Over and over for about 2 years, many many times God would highlight and bold the importance of keeping His Sabbath. As a person who attended church on Sunday, I was really confused by this. I had never had anyone – pastors or friends – mention this aspect of the 10 Commandments, and I really did not know what to think.
The conviction became stronger and stronger when we moved to Montana. I sought the counsel of the pastor and the lead elder of our church (which kept Sunday as the day of worship) and met with them several times continually asking them to help me to gain clarity on this issue. Neither one of them had any help. Scripturally there were not many verses they could send me to for a better understanding about why we worship on Sunday. The one verse they pointed to most frequently was the verse in Acts in which the believers shared a meal on Sunday (the first day of the week) in Acts 20:7.

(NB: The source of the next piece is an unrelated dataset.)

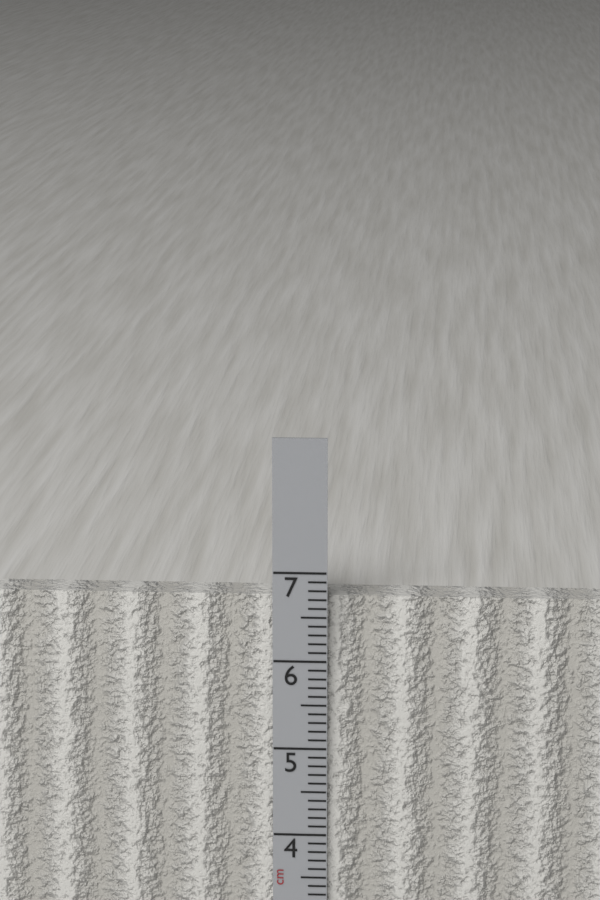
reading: 6.7 cm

I began to research churches that meet on Saturday (the scriptural Sabbath). Locally, there was a Messianic group who met on Saturdays, but after talking with the leader, I did not feel like it was a fit. Our only other option was the Seventh Day Adventist church, so we attended the congregation that met in a small town north of us on the Saturday following Thanksgiving 3 years ago.

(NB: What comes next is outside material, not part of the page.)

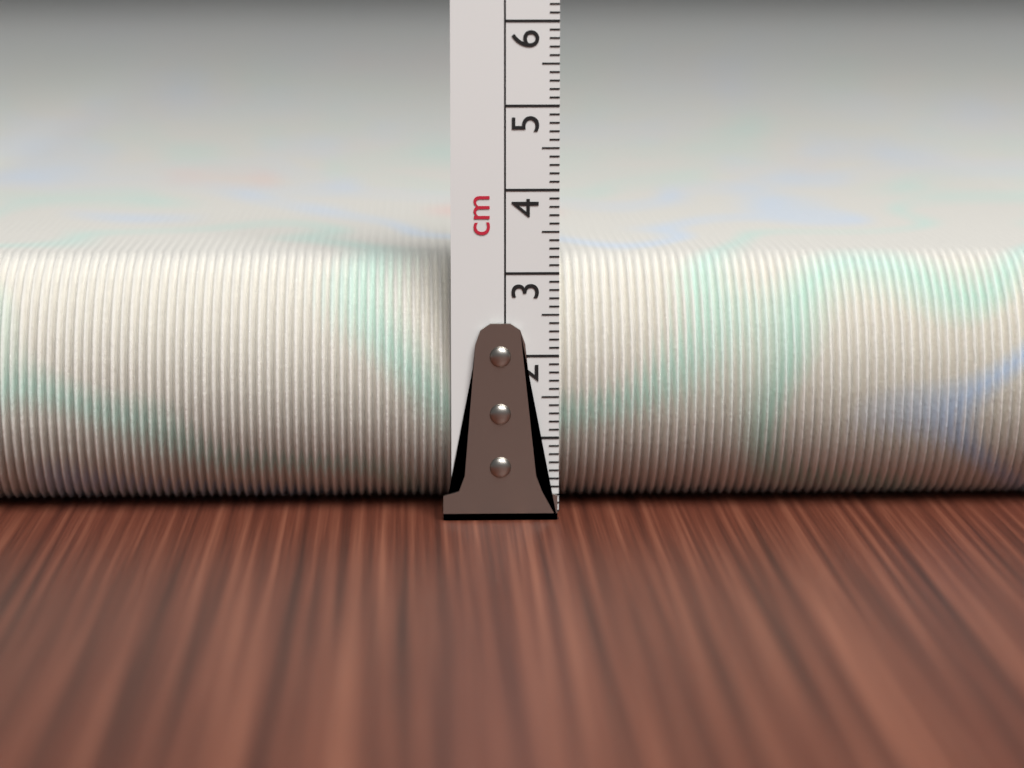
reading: 3.1 cm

A beautiful thing happened that first Saturday. There was a potluck following the church service and was seated next to a lovely elderly woman. As we talked, I began to ask her the many questions I had about the Sabbath (the questions I had asked my former pastor and elder). She treated me and my questions with respect and answered this way: That’s a good question. Let’s look at what the Bible says in answer to that question. She gave me the verses, and we looked them up together. We read them and then discussed what they said. Finally, she would say, “This is what I believe about that particular question, but you, Deb, need to pray and ask the LORD to give you His wisdom and clarity, and seek His answer to the question in His Word.”
Over and over, I asked my questions, and I was always met with kindness and respect. She spent about an hour and a half with me guiding me to what the Bible said about the many questions I peppered her with.

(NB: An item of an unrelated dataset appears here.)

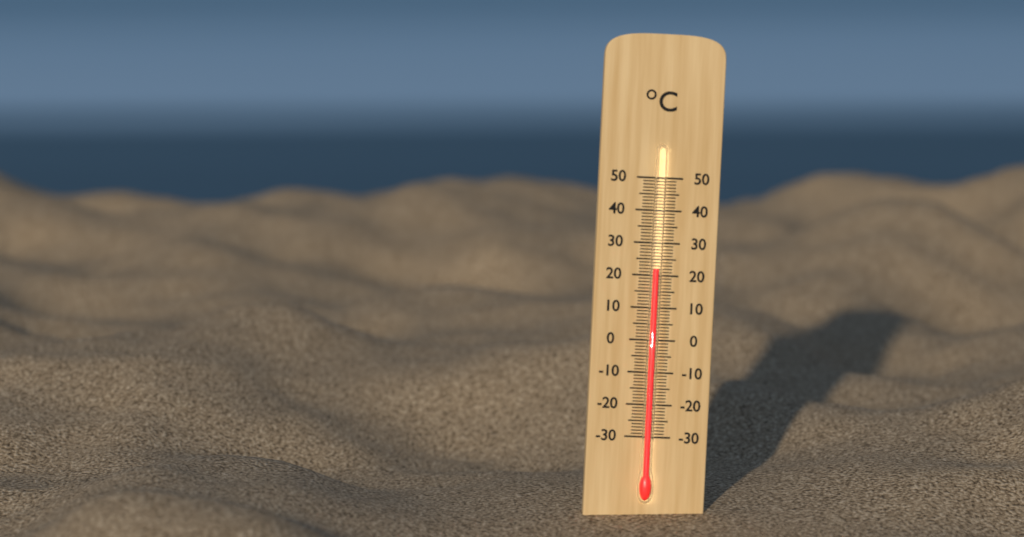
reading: 22 °C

We continued to attend the Sunday church, but began also attending the Seventh Day Adventist church in Kalispell, Montana. We met many others who genuinely loved and studied the Bible, and there were many rich conversations about the Bible – and no question was ever met with disrespect. It was a wonderful season of growth in knowledge of the Word of God for me.
With that as the backstory, recently I had a very disorienting “ah-ha”.
I have loved education, science, medicine, the human body, and all of the elements of nature all of my life. I learned the theory of Darwinism and the elements of evolutionary theory. I learned the theory in which the universe began with a “big bang”, and after millennia, life forms began to evolve. None of this had raised any questions for me – most of my life I was an atheist and this theory seemed adequate to explain what I knew and what I saw around me.
Let’s return to the Fourth Commandment…. “For in six days the Lord made heaven and earth, the sea, and all that is in them, and rested on the seventh day. Therefore the Lord blessed the Sabbath day and made it holy.”
The “ah-ha” was this – when I worship on the Sabbath (Saturday, the Seventh Day), I am in my actions affirming my belief in what is said in the entire commandment. I am affirming that God has every right to ask me to worship Him as He would have me worship Him, on the day that He has called for me to worship. I am affirming that I believe in a God Who is powerful enough to create everything I see, and that which I cannot see – all things – over a period of 6 days. Oh my!
I have been rocked to my core. What I treated as a myth – that God created all things in six days – is not a myth. If this “myth” is not a myth, the God I worship is so awesome, so powerful, of such infinite intellect, such a God of wonder! Can I believe in and worship THAT God? Absolutely!!